The Life and Times of a Japa-talian

            When I had turned eleven and was making the transition from elementary school to middle school, my experience with difference began. My parents announced to me that they were going to be filing for a divorce. I definitely think that if both my parents had been of the same race, it wouldn’t have been as big of a jump in household functions but since my mother is Japanese and my father is Italian it made it a bit hard to adjust to my new living situation. Not only was I to accept two different types of race but I had to adapt to the new expectations that each parent was giving me based on their cultural background.


            My mother is originally from Japan, transferring to a high school in Washington as a senior exchange student. My father is a seventh generation Italian-American so my extended family on his side is much more Americanized than my mother’s. When the dust had settled and everything had been decided, I was living with my mother considerably more than my father. This lead me to follow a more Japanese cultural style because of how much I was around my mother. She started going to night school to get her Master’s when I turned fourteen and started going to high school. This caused a time where I truly had to turn to my Japanese culture to figure out what to do since I basically started to raise myself. At my father’s house, since I was only with him on weekends, I was basically around him from breakfast till bedtime. This caused me to have a completely different experience with my Italian culture. From this side I was supported much more by my family which, scarily enough, made me wonder why I was getting so much support. The biggest difference I noticed at that point was how with my Japanese culture, I was expected to be much more self-sufficient and support myself. With my Italian culture, family supports family no matter what. Even through this difference I was able to see a silver lining. I was able to learn something close to opposites of each other from two different cultures at the same time. Being able to become as self-sufficient as I was at the age of fifteen was all because of my mother’s way of bringing me up on her culture. From my father’s culture I was able to learn about trusting to rely on the support of others and being grateful for having that kind of support system.

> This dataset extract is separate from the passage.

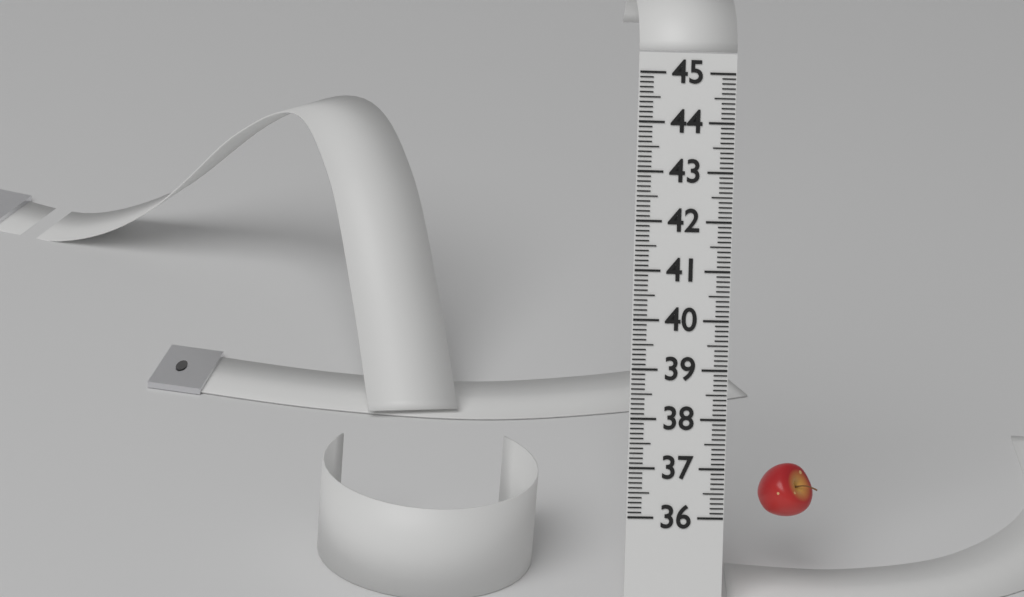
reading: 37.1 (no unit)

            I chose this for my personal memory ethnography project because this was the only big incident in my mind that stands out as a time that could’ve been seen as a “difference” or “borderland” in my life. Going back through this memory has helped me realize a lot of things though. The important lessons that I have learned throughout my life were all learned during a time of hardship and change. Without the divorce happening I would most definitely not be the same person I am today. Each parent has given me a different experience and raised me with a different set of cultural rules. With my mother, following the stereotype, my nose was in a book reading or doing some sort of study material. This lead me to having a high level of focus and ability to get through my class work with ease, something I most definitely would not have learned with my father’s upbringing. Instead my Italian culture was seen as the fun one instead of my Japanese one because of the circumstances. Another factor that played into this was that my mother’s entire side of the family still remained in Japan; she was being the only one that saw a reason to come to America. No doubt this massive cultural change as well as the influence of the white Jewish family she lived with during the time before she turned twenty-one, has played some part into the way she brought me up. My mother has taught me everything I need to know about being a self-sufficient adult because she basically had to be her own adult when she came here because of the cultural difference. All these events have caused my mother to teach me everything so that I would be able to take care of myself when she started going to night school and working more hours. My father however was raised the classic Italian way, with both parents and a lot of siblings. He has been around and had family support ever since he can remember, which is why he has such a different attitude than my mother.


            Reflecting on this memory I see how much of a borderland there is between my two cultures. It is interesting to see how from such a young age, these two different styles of raising me have produced such different attributes and affects just because of where my parents are from. I see how each parent only raised me the way they did because it was the way they were brought up, which I found very interesting.